The “Forgive-and-Forget” Chromosome

When Atlanta resident Andrea Roberts gave birth to her son Reece in 2002, she and her husband experienced a great deal of fear and anxiety. Reece, they discovered, had Down syndrome. The hospital sent Andrea home with a packet of papers to educate her about Down syndrome, but she was too emotionally distraught to see anything but a bleak future for her son and family.

Eventually, Reece started to smile. A lot. Andrea recalled to me on “Christopher Closeup,” “That personality and that glow that is so much a part of Down syndrome started to come out and grow…It was easy to get to the other side emotionally and to recognize that this wasn’t a horrible burden.” Andrea’s life would soon change in even more dramatic ways, leading to her being a force for good for children and families worldwide.

In 2004, a nurse from the hospital who remembered Andrea called her to say she was starting a social service program for families with Down syndrome children. The nurse wanted to call the program Reece’s Rainbow. Andrea was happy to let her use Reece’s name, and agreed to personally visit with the families while they were still in the hospital. She would tell them, “I’ve been in that hospital bed and I know how you’re feeling. It’s going to be different sooner than you think.”

It was also during this time that Andrea came to lean more on her faith. Though she was raised in the Methodist church, she and her husband weren’t regular churchgoers when Reece was born. His Down syndrome turned out to be “a wake-up call faith-wise for our family and has certainly been the driving force in…recognizing that God has a purpose for each of us.”

In order to help other kids with Down syndrome, Andrea started volunteering at an agency in her area that supported orphans in Ukraine. She was appalled to discover that these children overseas were often abandoned and placed in institutions where they were abused and neglected. She said, “It became a personal mission to get those kids out of those orphanages, to use the gift of adoption to educate and share the light of Christ and the light of truth with families, orphanage directors and caregivers in those countries.”

With a background in marketing, Andrea built a website and appealed to the people in her church for help. She soon facilitated adoptions for five Ukrainian children by U.S. families, and the project just kept growing. Reece’s Rainbow has now become an international orphan ministry that has helped find adoptive families for more than 500 Down syndrome and special-needs children.

Though nearly ninety percent of unborn children diagnosed with Down syndrome in the U.S. today are aborted, Andrea says, “There is a growing group of people who…would give their left arm to adopt one of these children…I think one of the blessings of Down Syndrome [children] is that they don’t really have an understanding of malice. They love people, they trust people innately. If anybody was ever to do them wrong, they would be hurt by it. But whatever that extra chromosome does to their brain function, it makes them able to…forgive and forget.”

Andrea Roberts embodies the essence of what it means to be a Christopher, a Christ-bearer. Motivated by her love of God and her fellow human beings, she took the initiative to right a wrong in our world—the abuse and neglect of children. What made her think she could make a difference on a worldwide scale? As she explained to me very simply, “When God says ‘Get up and go,’ you go.”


**What the exercise asks**
Copy the lines below that contain "with".

Stored entries:

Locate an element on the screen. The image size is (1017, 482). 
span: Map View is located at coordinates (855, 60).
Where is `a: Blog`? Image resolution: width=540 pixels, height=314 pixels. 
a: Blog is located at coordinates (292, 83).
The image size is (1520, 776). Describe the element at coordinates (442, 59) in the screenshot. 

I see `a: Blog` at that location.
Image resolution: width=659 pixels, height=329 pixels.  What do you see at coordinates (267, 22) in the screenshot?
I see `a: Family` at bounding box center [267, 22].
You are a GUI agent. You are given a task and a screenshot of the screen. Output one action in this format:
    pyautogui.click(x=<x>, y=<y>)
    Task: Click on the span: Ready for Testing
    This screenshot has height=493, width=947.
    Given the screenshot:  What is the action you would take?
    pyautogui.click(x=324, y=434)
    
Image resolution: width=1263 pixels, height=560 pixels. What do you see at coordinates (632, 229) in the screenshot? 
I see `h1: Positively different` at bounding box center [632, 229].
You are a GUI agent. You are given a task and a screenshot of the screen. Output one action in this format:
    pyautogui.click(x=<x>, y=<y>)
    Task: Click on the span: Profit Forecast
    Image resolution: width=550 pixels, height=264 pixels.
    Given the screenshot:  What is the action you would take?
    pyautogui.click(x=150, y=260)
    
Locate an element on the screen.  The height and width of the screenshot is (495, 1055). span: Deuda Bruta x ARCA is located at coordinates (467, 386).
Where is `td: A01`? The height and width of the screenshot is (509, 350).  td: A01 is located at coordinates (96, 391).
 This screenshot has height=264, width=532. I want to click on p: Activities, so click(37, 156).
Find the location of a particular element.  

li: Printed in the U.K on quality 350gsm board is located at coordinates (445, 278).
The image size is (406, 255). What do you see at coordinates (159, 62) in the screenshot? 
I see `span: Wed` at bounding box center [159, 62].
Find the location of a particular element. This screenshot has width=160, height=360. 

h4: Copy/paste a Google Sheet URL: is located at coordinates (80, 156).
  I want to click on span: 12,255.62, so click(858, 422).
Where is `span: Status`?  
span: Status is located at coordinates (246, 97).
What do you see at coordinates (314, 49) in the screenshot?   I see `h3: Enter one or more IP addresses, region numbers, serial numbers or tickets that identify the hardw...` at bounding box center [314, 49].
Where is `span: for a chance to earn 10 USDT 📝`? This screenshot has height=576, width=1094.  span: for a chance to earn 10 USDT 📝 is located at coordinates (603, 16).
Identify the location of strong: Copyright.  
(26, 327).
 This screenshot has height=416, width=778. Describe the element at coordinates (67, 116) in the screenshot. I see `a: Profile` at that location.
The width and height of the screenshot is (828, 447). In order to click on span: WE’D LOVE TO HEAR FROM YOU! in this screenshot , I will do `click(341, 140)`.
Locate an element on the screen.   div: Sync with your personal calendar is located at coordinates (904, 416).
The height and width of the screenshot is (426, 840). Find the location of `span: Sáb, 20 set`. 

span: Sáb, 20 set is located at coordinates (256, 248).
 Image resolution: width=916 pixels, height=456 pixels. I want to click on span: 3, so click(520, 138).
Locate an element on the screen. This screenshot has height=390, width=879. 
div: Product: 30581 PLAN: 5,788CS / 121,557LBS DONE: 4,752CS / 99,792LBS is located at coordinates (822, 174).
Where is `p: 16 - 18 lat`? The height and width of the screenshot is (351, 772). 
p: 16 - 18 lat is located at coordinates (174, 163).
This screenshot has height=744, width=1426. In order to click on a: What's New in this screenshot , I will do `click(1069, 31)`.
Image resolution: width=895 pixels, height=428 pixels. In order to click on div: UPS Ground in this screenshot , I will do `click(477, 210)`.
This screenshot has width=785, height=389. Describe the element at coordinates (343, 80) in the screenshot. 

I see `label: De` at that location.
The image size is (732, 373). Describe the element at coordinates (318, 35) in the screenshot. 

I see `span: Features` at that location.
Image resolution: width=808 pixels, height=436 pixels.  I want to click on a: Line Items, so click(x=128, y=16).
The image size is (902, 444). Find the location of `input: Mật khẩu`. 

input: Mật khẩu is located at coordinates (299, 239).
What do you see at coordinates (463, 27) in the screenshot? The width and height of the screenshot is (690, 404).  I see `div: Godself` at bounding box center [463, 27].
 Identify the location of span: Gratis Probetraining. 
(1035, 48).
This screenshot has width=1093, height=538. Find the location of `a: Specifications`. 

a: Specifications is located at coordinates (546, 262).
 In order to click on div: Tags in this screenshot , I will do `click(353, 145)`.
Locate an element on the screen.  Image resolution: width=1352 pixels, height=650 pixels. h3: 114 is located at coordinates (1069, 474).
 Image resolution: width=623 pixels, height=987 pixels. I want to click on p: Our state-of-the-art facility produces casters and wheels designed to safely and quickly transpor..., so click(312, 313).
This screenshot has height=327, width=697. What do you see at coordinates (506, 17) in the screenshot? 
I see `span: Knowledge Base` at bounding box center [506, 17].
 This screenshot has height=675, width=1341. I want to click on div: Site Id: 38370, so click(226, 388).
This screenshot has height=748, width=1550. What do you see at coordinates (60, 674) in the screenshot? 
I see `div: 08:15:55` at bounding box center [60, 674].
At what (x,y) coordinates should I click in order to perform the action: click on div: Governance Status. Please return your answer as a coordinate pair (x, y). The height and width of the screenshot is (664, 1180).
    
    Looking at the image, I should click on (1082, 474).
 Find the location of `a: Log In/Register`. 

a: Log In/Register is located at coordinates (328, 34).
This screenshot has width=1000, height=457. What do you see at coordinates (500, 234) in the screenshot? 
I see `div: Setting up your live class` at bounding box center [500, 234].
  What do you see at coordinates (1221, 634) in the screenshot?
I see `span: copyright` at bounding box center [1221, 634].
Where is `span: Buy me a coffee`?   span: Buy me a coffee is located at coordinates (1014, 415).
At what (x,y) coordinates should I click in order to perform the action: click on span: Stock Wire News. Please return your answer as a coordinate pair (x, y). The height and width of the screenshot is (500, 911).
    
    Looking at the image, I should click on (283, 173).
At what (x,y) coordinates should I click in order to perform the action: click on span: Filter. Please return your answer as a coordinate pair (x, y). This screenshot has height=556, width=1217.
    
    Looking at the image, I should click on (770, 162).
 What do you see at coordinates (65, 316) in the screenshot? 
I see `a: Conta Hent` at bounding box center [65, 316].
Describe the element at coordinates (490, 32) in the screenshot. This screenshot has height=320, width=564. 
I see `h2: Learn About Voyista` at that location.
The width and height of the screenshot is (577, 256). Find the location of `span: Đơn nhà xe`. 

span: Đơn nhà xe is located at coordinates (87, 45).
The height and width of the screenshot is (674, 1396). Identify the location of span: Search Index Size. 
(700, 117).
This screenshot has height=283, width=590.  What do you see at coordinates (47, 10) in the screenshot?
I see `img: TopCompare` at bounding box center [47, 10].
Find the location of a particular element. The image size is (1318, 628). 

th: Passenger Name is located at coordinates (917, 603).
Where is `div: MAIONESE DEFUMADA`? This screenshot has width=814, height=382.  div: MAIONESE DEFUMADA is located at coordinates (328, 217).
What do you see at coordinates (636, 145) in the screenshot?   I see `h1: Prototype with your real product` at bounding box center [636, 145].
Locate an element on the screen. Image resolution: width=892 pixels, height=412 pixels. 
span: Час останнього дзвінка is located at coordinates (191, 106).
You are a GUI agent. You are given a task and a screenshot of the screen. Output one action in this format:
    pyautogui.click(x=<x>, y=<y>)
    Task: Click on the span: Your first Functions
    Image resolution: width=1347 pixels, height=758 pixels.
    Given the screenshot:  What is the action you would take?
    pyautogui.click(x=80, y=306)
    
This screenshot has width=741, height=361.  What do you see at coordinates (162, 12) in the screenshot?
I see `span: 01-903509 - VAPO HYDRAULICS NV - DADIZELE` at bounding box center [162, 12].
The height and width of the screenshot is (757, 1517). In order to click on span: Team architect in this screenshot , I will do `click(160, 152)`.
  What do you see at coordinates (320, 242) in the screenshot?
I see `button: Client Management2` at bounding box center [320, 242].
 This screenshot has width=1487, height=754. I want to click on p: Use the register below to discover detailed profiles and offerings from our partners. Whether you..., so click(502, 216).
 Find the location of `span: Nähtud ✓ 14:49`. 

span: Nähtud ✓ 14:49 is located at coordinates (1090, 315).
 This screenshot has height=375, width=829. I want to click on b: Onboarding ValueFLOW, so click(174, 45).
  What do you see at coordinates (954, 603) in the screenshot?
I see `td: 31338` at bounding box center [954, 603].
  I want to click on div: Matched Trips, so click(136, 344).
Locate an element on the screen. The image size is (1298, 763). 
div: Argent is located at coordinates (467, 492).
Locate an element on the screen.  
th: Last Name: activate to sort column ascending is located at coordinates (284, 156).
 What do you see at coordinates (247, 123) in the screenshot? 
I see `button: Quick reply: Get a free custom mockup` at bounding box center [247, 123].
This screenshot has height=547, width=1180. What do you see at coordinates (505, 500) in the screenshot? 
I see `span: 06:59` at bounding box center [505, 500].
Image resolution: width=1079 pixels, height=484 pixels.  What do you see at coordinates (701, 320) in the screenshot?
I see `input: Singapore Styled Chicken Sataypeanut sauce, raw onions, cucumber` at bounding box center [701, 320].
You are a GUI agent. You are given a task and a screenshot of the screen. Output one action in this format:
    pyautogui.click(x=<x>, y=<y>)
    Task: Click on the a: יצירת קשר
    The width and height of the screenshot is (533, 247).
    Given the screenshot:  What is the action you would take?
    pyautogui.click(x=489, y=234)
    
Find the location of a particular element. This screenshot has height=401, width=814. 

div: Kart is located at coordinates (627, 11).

**Exercise answer**
Locate an element on the screen.   div: Sync with your personal calendar is located at coordinates (904, 416).
What do you see at coordinates (636, 145) in the screenshot?   I see `h1: Prototype with your real product` at bounding box center [636, 145].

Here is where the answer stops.